Normal view
What Is a Bear Market? Are We in One?
© Daniel Roland/Agence France-Presse — Getty Images
In 15 Years, 80,000 Homes in the New York Area May Be Lost to Flooding
© Dave Sanders for The New York Times
Solutions to Saturday Mac riddles 302
I hope that you enjoyed Saturday’s Mac Riddles, episode 302. Here are my solutions to them.
1: Shortened characters into the most common extension, formerly ASCII.
Click for a solution
txt
Shortened characters (text, shortened) into the most common extension (it is), formerly ASCII (it used to be).
2: Medical practitioner at the end of word files until gaining a cross in 2002.
Click for a solution
doc
Medical practitioner (a doc) at the end of word files (the extension for Word native format) until gaining a cross in 2002 (progressively replaced by the newer docx from 2002 onwards).
3: At the end of real estate inventory, most commonly for Info and preferences.
Click for a solution
plist
At the end (a filename extension) of real estate (property) inventory (list), most commonly for Info (Info.plist in bundles) and preferences (also usually property lists).
The common factor
Click for a solution
They are common filename extensions.
I look forward to your putting alternative cases.
Wall Street’s Decision Makers Brace for More Chaos After Markets Plunge
© Karsten Moran for The New York Times
Upper West Side Theater Is Sold After Governor Allocates $3.5 Million
All aboard: a century of painting railways 2
In the first of these two articles tracing the first century of railways in paintings from the early 1840s, I had reached Claude Monet’s views of the Gare Saint-Lazare in Paris before 1880. By this time few countries in Europe had no railways, and trains frequently conveyed artists from their studios in the cities out to the beaches and mountains, journeys that a few years earlier could have taken days rather than hours.

Although Norway was a greater challenge for the railway engineers, Frits Thaulow seized the opportunity to show the results in The Train is Arriving from 1881. The country’s first public steam-hauled railway was developed by the son of George Stephenson, whose Rocket locomotive had inaugurated the first steam railway in the world. Norway’s line opened in 1854, and during the 1870s progressively made its way to Trondheim.

In 1888, Vincent van Gogh gave us The Blue Train (Viaduct in Arles).

Volodymyr Orlovsky’s undated Steppe shows a river in summer, with water levels at their minimum. Cattle are taking the opportunity to drink and cool off in the water. In the distance is the plume of smoke from a railway train, probably carrying grain and other produce from the Ukrainian countryside to one of the growing coastal cities for export.
The twentieth century brought the beginning of the end of the power of steam, marked in an unexpected twist of history. Between 1898 and 1900, a new railway station, initially known as the Gare d’Orléans, was built on the bank of the Seine at Quai d’Orsay, Paris. The first electrified urban railway terminal in the world, it was a star of the Exposition Universelle in 1900, where many Impressionist paintings were exhibited.

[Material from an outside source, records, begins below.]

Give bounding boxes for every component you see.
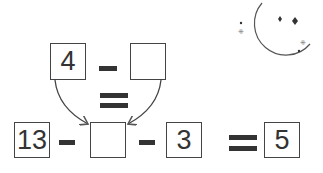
top-left-number-box: 4 [50, 43, 86, 80]
sparkle-icon: ⁜ [300, 39, 306, 47]
crescent-moon-icon: ⁜ ⁜ [238, 3, 310, 55]
bottom-number-box-3: 3 [166, 122, 202, 158]
star-icon [292, 17, 298, 25]
dot-icon [240, 22, 242, 24]
dot-icon [298, 50, 300, 52]
sparkle-icon: ⁜ [238, 28, 244, 36]
top-minus-sign [99, 66, 117, 71]
middle-equals-top-bar [100, 93, 128, 98]
star-icon [278, 16, 282, 22]
bottom-minus-sign-2 [139, 140, 155, 145]
right-arrow [128, 80, 161, 124]
top-right-empty-box[interactable] [130, 43, 166, 80]
middle-equals-bottom-bar [100, 103, 128, 108]
result-number-box-5: 5 [264, 122, 300, 158]
bottom-number-box-13: 13 [14, 122, 50, 158]
left-arrow [55, 80, 88, 124]
bottom-equals-bottom-bar [229, 146, 257, 151]
bottom-minus-sign-1 [59, 140, 75, 145]
bottom-middle-empty-box[interactable] [90, 122, 126, 158]
bottom-equals-top-bar [229, 135, 257, 140]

Victor Marec’s painting shows construction work being progressed in 1899, with a steam locomotive hauling construction trucks.
The Gare d’Orsay, as it became, started to suffer physical limitations in 1939, and its upper levels closed from 1973. In 1986 it re-opened as the most extensive collection of Impressionist art in the world, the Musée d’Orsay.

Maximilien Luce was one of the most expressive artists, who wasn’t an official war artist, to show scenes relating to the First World War. In his La Gare de l’Est (1917), a collection of wounded and battle-weary soldiers are shown at the entrance to this large Paris railway station.

The Gare de l’Est in Snow (1917) is even better-known, and a classic painting of falling snow in a large city.

Lesser Ury’s Nollendorfplatz Station at Night from 1925 shows the brilliant electric lighting around this busy railway station to the south of the Tiergarten, in one of Berlin’s shopping districts.
By this time, painting trains was becoming something of a sub-genre, particularly as steam trains were being replaced throughout Europe.

Eric Ravilious is one example of a twentieth century artist who painted motifs deeply embedded in the railway, in his Train Landscape from 1940.
A few narrative artists, including Joaquín Sorolla, set their stories inside railway carriages. My favourite among these is Berthold Woltze’s Der lästige Kavalier (1874), rendered into English as The Annoying Bloke, from 1874.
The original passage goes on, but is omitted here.